The Autonomy of Reference
Title | The Autonomy of Reference PDF eBook |
Author | Zoltán Vecsey |
Publisher | Rowman & Littlefield |
Pages | 227 |
Release | 2024-09-11 |
Genre | Philosophy |
ISBN | 166696963X |
In The Autonomy of Reference: On the Relational Structure of Nominals, Zoltán Vecsey defends a moderate autonomy thesis concerning the explanatory status of nominal reference. The autonomy thesis is based on the observation that the relational term of reference exhibits a specific resistance to systematizing attempts. The resistance can be observed on two complementary fronts. On the one hand, reference cannot be introduced into the vocabulary of theoretical linguistics in a de novo manner because every reasonable introductory technique must be built on such expressions that are already functioning in a relational mode. On the other hand, and for similar reasons, the term cannot simply be removed from the vocabulary of theoretical linguistics because every reasonable technique of removal must be built on expressions that are still functioning in a relational mode. Although reference is an autonomous aspect of meaning, in that it shows resistance to these attempts of systematisation, it should not be banished from linguistic theory as an unscientific phenomenon. Vecsey argues that this explanatory technique of reverse engineering, which has already been effectively used in the research practices of logic and mathematics, brings theoretical legitimacy to the term of reference.
Autonomy A Clear and Concise Reference
Title | Autonomy A Clear and Concise Reference PDF eBook |
Author | Gerardus Blokdyk |
Publisher | |
Pages | 0 |
Release | 2018 |
Genre | Electronic books |
ISBN | 9780655389408 |
Autonomy A Clear and Concise Reference.
Autonomy, Consent and the Law
Title | Autonomy, Consent and the Law PDF eBook |
Author | Sheila A.M. McLean |
Publisher | Routledge |
Pages | 244 |
Release | 2009-09-10 |
Genre | Law |
ISBN | 1135219052 |
The notion that consent based on the concept of autonomy, underpins a good or beneficent medical intervention is deeply rooted in the jurisprudence of most countries throughout the world. Autonomy, Consent and the Law examines these notions in the UK, Australia and the US, and critiques the way in which autonomy and consent are treated in bioethics and law.
Relational Autonomy
Title | Relational Autonomy PDF eBook |
Author | Catriona Mackenzie |
Publisher | Oxford University Press |
Pages | 327 |
Release | 2000-01-27 |
Genre | Philosophy |
ISBN | 0195352602 |
This collection of original essays explores the social and relational dimensions of individual autonomy. Rejecting the feminist charge that autonomy is inherently masculinist, the contributors draw on feminist critiques of autonomy to challenge and enrich contemporary philosophical debates about agency, identity, and moral responsibility. The essays analyze the complex ways in which oppression can impair an agent's capacity for autonomy, and investigate connections, neglected by standard accounts, between autonomy and other aspects of the agent, including self-conception, self-worth, memory, and the imagination.
Autonomy, Reference and Post-modern Art
Title | Autonomy, Reference and Post-modern Art PDF eBook |
Author | H. Gene Blocker |
Publisher | |
Pages | 0 |
Release | 1980 |
Genre | |
ISBN |
Kant on Moral Autonomy
Title | Kant on Moral Autonomy PDF eBook |
Author | Oliver Sensen |
Publisher | Cambridge University Press |
Pages | 315 |
Release | 2013 |
Genre | History |
ISBN | 1107004861 |
This book explores the central importance Kant's concept of autonomy for contemporary moral thought and modern philosophy.
The Autonomy of Pleasure
Title | The Autonomy of Pleasure PDF eBook |
Author | James A. Steintrager |
Publisher | Columbia University Press |
Pages | 409 |
Release | 2016-02-16 |
Genre | Philosophy |
ISBN | 0231540876 |
What would happen if pleasure were made the organizing principle for social relations and sexual pleasure ruled over all? Radical French libertines experimented clandestinely with this idea during the Enlightenment. In explicit novels, dialogues, poems, and engravings, they wrenched pleasure free from religion and morality, from politics, aesthetics, anatomy, and finally reason itself, and imagined how such a world would be desirable, legitimate, rapturous—and potentially horrific. Laying out the logic and willful illogic of radical libertinage, this book ties the Enlightenment engagement with sexual license to the expansion of print, empiricism, the revival of skepticism, the fashionable arts and lifestyles of the Ancien Régime, and the rise and decline of absolutism. It examines the consequences of imagining sexual pleasure as sovereign power and a law unto itself across a range of topics, including sodomy, the science of sexual difference, political philosophy, aesthetics, and race. It also analyzes the roots of radical claims for pleasure in earlier licentious satire and their echoes in appeals for sexual liberation in the 1960s and beyond.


▶ **What you have to do**
Return, from the lines below, each one that includes the word "generator".
━━━ Materials provided ━━━
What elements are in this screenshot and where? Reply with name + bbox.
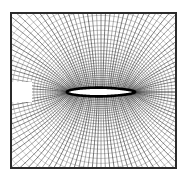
- upstream-inflow-blank-region: [12, 82, 32, 102]
- body-outline: [67, 88, 135, 97]
- mesh-figure: [0, 0, 190, 185]
- mesh-plot-canvas: [0, 0, 190, 185]
- slender-ellipse-body: [67, 88, 135, 97]
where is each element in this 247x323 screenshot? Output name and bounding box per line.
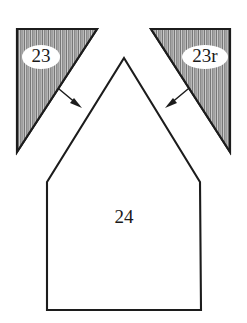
figure-canvas: 23 23r 24 bbox=[0, 0, 247, 323]
technical-drawing-figure: 23 23r 24 bbox=[0, 0, 247, 323]
left-triangle-label: 23 bbox=[32, 45, 51, 66]
right-triangle-label: 23r bbox=[192, 45, 218, 66]
center-body-label: 24 bbox=[115, 206, 135, 227]
right-triangle-label-group: 23r bbox=[182, 45, 228, 69]
left-triangle-label-group: 23 bbox=[22, 45, 60, 69]
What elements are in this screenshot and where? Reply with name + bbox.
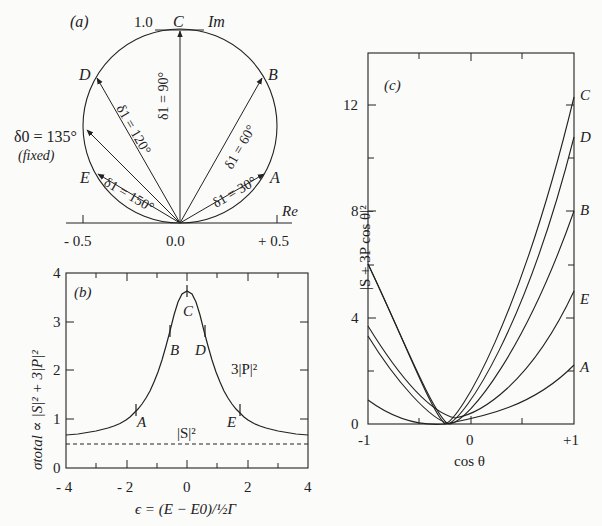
angle-label-d: δ1 = 120° xyxy=(113,102,154,157)
angle-label-a: δ1 = 30° xyxy=(210,174,259,211)
panel-c-frame xyxy=(368,53,574,424)
panel-b-marker-b: B xyxy=(170,342,179,358)
point-label-d: D xyxy=(78,66,91,83)
panel-c-xtick-neg1: -1 xyxy=(358,432,371,448)
panel-c-curve-c xyxy=(368,97,574,424)
panel-c-xtick-0: 0 xyxy=(466,432,474,448)
figure: (a) 1.0 C Im Re - 0.5 0.0 + 0.5 B A D E … xyxy=(0,0,602,526)
panel-b-marker-e: E xyxy=(226,414,236,430)
point-label-e: E xyxy=(79,169,90,186)
panel-a-argand-diagram: (a) 1.0 C Im Re - 0.5 0.0 + 0.5 B A D E … xyxy=(14,13,298,249)
panel-b-label: (b) xyxy=(74,284,92,301)
panel-c-angular-distribution: 12 8 4 0 -1 0 +1 cos θ |S + 3P cos θ|² (… xyxy=(343,53,591,469)
re-tick-label-zero: 0.0 xyxy=(166,233,185,249)
point-label-b: B xyxy=(268,66,278,83)
re-tick-label-pos: + 0.5 xyxy=(258,233,289,249)
panel-b-marker-d: D xyxy=(194,342,206,358)
panel-b-xtick-0: 0 xyxy=(183,479,191,495)
fixed-phase-label: δ0 = 135° xyxy=(14,128,77,145)
point-label-c: C xyxy=(173,13,184,30)
panel-c-curve-label-b: B xyxy=(580,202,589,218)
angle-label-c: δ1 = 90° xyxy=(156,72,171,120)
panel-b-xtick-4: 4 xyxy=(304,479,312,495)
panel-c-curve-a xyxy=(368,365,574,424)
panel-c-curve-label-c: C xyxy=(580,87,591,103)
panel-a-label: (a) xyxy=(70,13,89,31)
panel-b-marker-a: A xyxy=(136,414,147,430)
panel-c-curve-label-e: E xyxy=(579,291,589,307)
panel-b-xlabel: ϵ = (E − E0)/½Γ xyxy=(135,501,238,518)
panel-c-ytick-12: 12 xyxy=(343,97,358,113)
panel-b-cross-section: 4 3 2 1 0 - 4 - 2 0 2 4 ϵ = (E − E0)/½Γ … xyxy=(29,265,312,518)
panel-c-xlabel: cos θ xyxy=(454,453,485,469)
panel-b-xtick-neg4: - 4 xyxy=(56,479,73,495)
re-axis-label: Re xyxy=(281,203,298,219)
panel-b-baseline-label: |S|² xyxy=(177,425,196,441)
point-label-a: A xyxy=(269,169,280,186)
panel-b-ytick-4: 4 xyxy=(53,265,61,281)
panel-c-ytick-0: 0 xyxy=(351,416,359,432)
panel-b-ytick-3: 3 xyxy=(53,314,61,330)
re-tick-label-neg: - 0.5 xyxy=(64,233,92,249)
im-top-tick-label: 1.0 xyxy=(134,14,153,30)
panel-b-ytick-1: 1 xyxy=(53,411,61,427)
panel-c-curves xyxy=(368,97,574,424)
panel-c-curve-label-d: D xyxy=(579,129,591,145)
panel-b-curve-label: 3|P|² xyxy=(231,361,258,377)
im-axis-label: Im xyxy=(207,13,225,30)
fixed-phase-note: (fixed) xyxy=(18,148,55,164)
panel-b-ylabel: σtotal ∝ |S|² + 3|P|² xyxy=(29,350,45,470)
panel-c-curve-label-a: A xyxy=(579,359,590,375)
panel-b-xtick-2: 2 xyxy=(244,479,252,495)
panel-b-ytick-2: 2 xyxy=(53,362,61,378)
panel-b-marker-c: C xyxy=(183,303,194,319)
panel-b-xtick-neg2: - 2 xyxy=(117,479,133,495)
angle-label-b: δ1 = 60° xyxy=(222,122,259,171)
panel-c-xtick-pos1: +1 xyxy=(563,432,579,448)
panel-c-label: (c) xyxy=(384,77,401,94)
panel-c-ytick-4: 4 xyxy=(351,310,359,326)
panel-c-ylabel: |S + 3P cos θ|² xyxy=(357,205,373,290)
panel-b-ytick-0: 0 xyxy=(53,460,61,476)
panel-c-ticks xyxy=(368,53,574,424)
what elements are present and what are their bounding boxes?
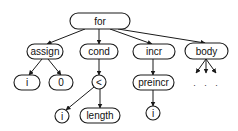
- node-label: <: [96, 77, 102, 88]
- node-cond: cond: [80, 44, 118, 59]
- node-preincr-i: i: [146, 106, 160, 120]
- node-label: i: [26, 77, 28, 88]
- edge-assign-i: [29, 59, 42, 75]
- node-for: for: [70, 13, 130, 29]
- node-label: for: [94, 16, 106, 27]
- edge-assign-0: [48, 59, 61, 75]
- node-assign: assign: [27, 44, 63, 59]
- body-ellipsis: . . .: [193, 78, 221, 88]
- node-label: i: [61, 111, 63, 122]
- node-incr: incr: [133, 44, 175, 59]
- node-label: 0: [58, 77, 64, 88]
- node-label: preincr: [138, 77, 169, 88]
- node-label: body: [196, 46, 218, 57]
- node-label: assign: [31, 46, 60, 57]
- edge-body-child-3: [206, 59, 216, 73]
- node-label: cond: [88, 46, 110, 57]
- node-assign-0: 0: [49, 75, 73, 90]
- node-length: length: [80, 108, 120, 123]
- node-label: incr: [146, 46, 163, 57]
- node-preincr: preincr: [133, 75, 174, 90]
- ast-diagram: for assign cond incr body i 0 < preincr …: [0, 0, 238, 131]
- edges: [29, 29, 216, 110]
- edge-body-child-1: [196, 59, 206, 73]
- node-label: length: [86, 110, 113, 121]
- edge-for-assign: [47, 29, 85, 44]
- node-body: body: [185, 43, 228, 59]
- node-label: i: [152, 108, 154, 119]
- edge-lt-i: [66, 87, 94, 110]
- node-assign-i: i: [14, 75, 40, 90]
- node-lt-i: i: [55, 109, 69, 123]
- node-less-than: <: [92, 75, 106, 89]
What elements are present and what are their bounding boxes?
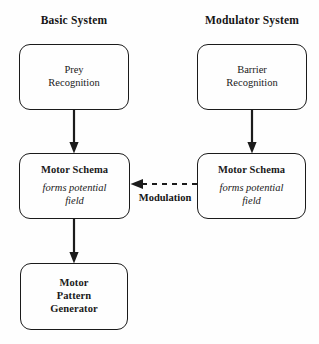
node-prey-recognition-line1: Prey (64, 64, 83, 77)
node-motor-schema-modulator-line1: forms potential (220, 182, 284, 195)
node-motor-schema-basic-line2: field (65, 195, 84, 208)
node-motor-schema-modulator[interactable]: Motor Schema forms potential field (197, 153, 306, 219)
node-motor-pattern-generator[interactable]: Motor Pattern Generator (20, 263, 128, 330)
node-prey-recognition[interactable]: Prey Recognition (19, 44, 129, 110)
node-motor-pattern-generator-line3: Generator (50, 303, 98, 316)
node-barrier-recognition-line2: Recognition (226, 77, 277, 90)
node-barrier-recognition[interactable]: Barrier Recognition (197, 44, 307, 110)
arrow-motor-schema-to-pattern-generator (69, 219, 78, 264)
node-motor-schema-modulator-heading: Motor Schema (218, 164, 285, 177)
node-barrier-recognition-line1: Barrier (237, 64, 267, 77)
node-motor-schema-basic[interactable]: Motor Schema forms potential field (19, 153, 130, 219)
column-title-basic-system: Basic System (19, 14, 129, 26)
node-motor-pattern-generator-line1: Motor (59, 277, 88, 290)
diagram-canvas: Basic System Modulator System Prey Recog… (0, 0, 319, 344)
node-prey-recognition-line2: Recognition (48, 77, 99, 90)
node-motor-schema-basic-line1: forms potential (43, 182, 107, 195)
node-motor-schema-basic-heading: Motor Schema (41, 164, 108, 177)
edge-label-modulation: Modulation (130, 192, 200, 203)
arrow-modulation-dashed (131, 179, 198, 189)
node-motor-schema-modulator-line2: field (242, 195, 261, 208)
arrow-barrier-to-motor-schema (247, 110, 256, 154)
node-motor-pattern-generator-line2: Pattern (57, 290, 92, 303)
column-title-modulator-system: Modulator System (197, 14, 307, 26)
arrow-prey-to-motor-schema (69, 110, 78, 154)
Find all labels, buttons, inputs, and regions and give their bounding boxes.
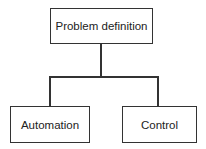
child-node-control: Control [122,106,197,143]
child-node-label: Control [141,119,178,131]
connector-left-down [49,76,51,106]
child-node-label: Automation [21,119,79,131]
connector-right-down [157,76,159,106]
root-node-label: Problem definition [55,20,147,32]
child-node-automation: Automation [10,106,90,143]
root-node: Problem definition [50,8,153,44]
connector-horizontal [49,76,158,78]
connector-root-down [100,44,102,77]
━━━
▶ **Solution for this exercise**
node-motor-pattern-generator[interactable]: Motor Pattern Generator (20, 263, 128, 330)
node-motor-pattern-generator-line3: Generator (50, 303, 98, 316)
arrow-motor-schema-to-pattern-generator (69, 219, 78, 264)
node-motor-pattern-generator-line1: Motor (59, 277, 88, 290)
node-motor-pattern-generator-line2: Pattern (57, 290, 92, 303)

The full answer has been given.